In One True Thing, the second novel by Pulitzer Prize-winning journalist Anna Quindlen, Ellen Gulden is an up-and-coming journalist in New York City. At age 24, she is still trying to impress her erudite and demanding father, a college English professor. She has never really related to her mother, Kate, a conscientious homemaker. "My father always jazzed me up; my mother always calmed me down," she recalls.

Ellen's character is tested after she gives up her job and returns home to be a nurse for her mother who is dying of cancer. Thrown together in adverse circumstances these two are uneasy with each other.

Kate sets up a project which consists of reading a few literary classics. For the first time, Ellen comes to see and respect her mother's mind. At the same time, cooking, cleaning, and caring for Kate puts the cerebral Ellen on a path of heart. She is tutored in the art of compassion and empathy by Teresa, a nurse who is hired to monitor Kate's vital signs.

Abandoned by her husband who can't deal with her dying, Kate speaks freely and intimately with her daughter about life, love, and regret. For Ellen, being there for her mother becomes a crucial step in her own journey toward wholeness. A final hurdle comes when she is accused of administering an overdose of morphine to Kate in order to ease her suffering.

"Our parents," writes Quindlen, "are never people to us. Never. They're always character traits, Achilles' heels, dim nightmares, vocal tics, bad noses, hot tears, all handed down and us stuck with them." Readers of One True Thing will want to revisit the myths and meanings they have constructed around their parents. Our task is to look into the souls of these people who have brought us into their world and bequeathed to us their blessings and their burdens. Doing so for Ellen is a life-transforming experience. We can follow her model if, first, we see with the eyes of our hearts.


▶ _Action item_
Find every line of the records that has "Clicks" and return it.

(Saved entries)
--- START ---

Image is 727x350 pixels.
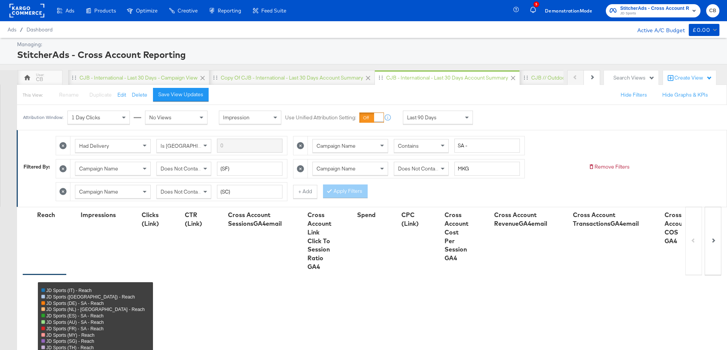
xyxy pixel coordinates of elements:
div: Impressions [81,211,116,219]
a: Dashboard [27,27,53,33]
span: Feed Suite [261,8,286,14]
div: Attribution Window: [23,115,64,120]
button: Remove Filters [589,163,630,170]
button: Hide Graphs & KPIs [663,91,708,98]
button: Edit [117,91,126,98]
button: Hide Filters [621,91,647,98]
div: Copy of CJB - International - Last 30 days Account Summary [221,74,363,81]
span: Creative [178,8,198,14]
span: Contains [398,142,419,149]
input: Enter a search term [217,162,283,176]
span: No Views [149,114,172,121]
div: Cross Account Cost Per Session GA4 [445,211,469,263]
span: Products [94,8,116,14]
span: JD Sports (NL) - [GEOGRAPHIC_DATA] - Reach [46,307,145,312]
div: This View: [23,92,43,98]
span: Duplicate [89,91,112,98]
div: Create View [675,74,713,82]
div: Cross Account Link Click To Session Ratio GA4 [308,211,331,271]
div: Drag to reorder tab [72,75,76,80]
span: Reporting [218,8,241,14]
span: Optimize [136,8,158,14]
span: JD Sports (DE) - SA - Reach [46,301,104,306]
div: CJB // Outdoors [532,74,570,81]
div: £0.00 [693,25,710,35]
div: 5 [534,2,539,7]
span: Impression [223,114,250,121]
div: Cross Account RevenueGA4email [494,211,547,228]
label: Use Unified Attribution Setting: [285,114,356,121]
button: StitcherAds - Cross Account ReportingJD Sports [606,4,701,17]
div: Drag to reorder tab [379,75,383,80]
div: CB [36,76,43,83]
span: 1 Day Clicks [72,114,100,121]
span: JD Sports ([GEOGRAPHIC_DATA]) - Reach [46,294,135,300]
span: Rename [59,91,79,98]
div: CJB - International - Last 30 days Account Summary [386,74,508,81]
span: Is [GEOGRAPHIC_DATA] [161,142,219,149]
span: Does Not Contain [161,165,202,172]
button: 5 [529,3,542,18]
div: Cross Account TransactionsGA4email [573,211,639,228]
div: Active A/C Budget [630,24,685,35]
span: Ads [8,27,16,33]
input: Enter a search term [455,162,520,176]
div: Reach [37,211,55,219]
input: Enter a search term [217,139,283,153]
span: / [16,27,27,33]
span: Demonstration Mode [545,7,592,15]
span: Campaign Name [79,165,118,172]
div: StitcherAds - Cross Account Reporting [17,48,718,61]
div: Cross Account SessionsGA4email [228,211,282,228]
span: JD Sports [621,11,689,17]
span: JD Sports (IT) - Reach [46,288,92,293]
span: CB [710,6,717,15]
div: Spend [357,211,376,219]
button: + Add [293,185,317,199]
span: Had Delivery [79,142,109,149]
button: DemonstrationMode [542,7,596,15]
span: StitcherAds - Cross Account Reporting [621,5,689,13]
div: CPC (Link) [402,211,419,228]
div: CJB - International - Last 30 days - Campaign View [80,74,198,81]
div: Clicks (Link) [142,211,159,228]
div: CTR (Link) [185,211,202,228]
div: Filtered By: [23,163,50,170]
div: Drag to reorder tab [524,75,528,80]
span: Campaign Name [317,142,356,149]
div: Search Views [614,74,655,81]
span: Does Not Contain [161,188,202,195]
span: JD Sports (MY) - Reach [46,333,94,338]
button: Save View Updates [153,88,209,102]
div: Managing: [17,41,718,48]
span: JD Sports (FR) - SA - Reach [46,326,103,331]
button: Delete [132,91,147,98]
button: £0.00 [689,24,720,36]
input: Enter a search term [217,185,283,199]
span: Campaign Name [317,165,356,172]
div: Cross Account COS GA4 [665,211,689,245]
div: Drag to reorder tab [213,75,217,80]
span: Does Not Contain [398,165,439,172]
span: Ads [66,8,74,14]
span: Last 90 Days [407,114,437,121]
button: CB [707,4,720,17]
span: JD Sports (ES) - SA - Reach [46,313,103,319]
span: JD Sports (SG) - Reach [46,339,94,344]
span: JD Sports (AU) - SA - Reach [46,320,104,325]
span: Campaign Name [79,188,118,195]
input: Enter a search term [455,139,520,153]
div: Save View Updates [158,91,203,98]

--- END ---

▶ _Response below_
span: 1 Day Clicks [72,114,100,121]
div: Clicks (Link) [142,211,159,228]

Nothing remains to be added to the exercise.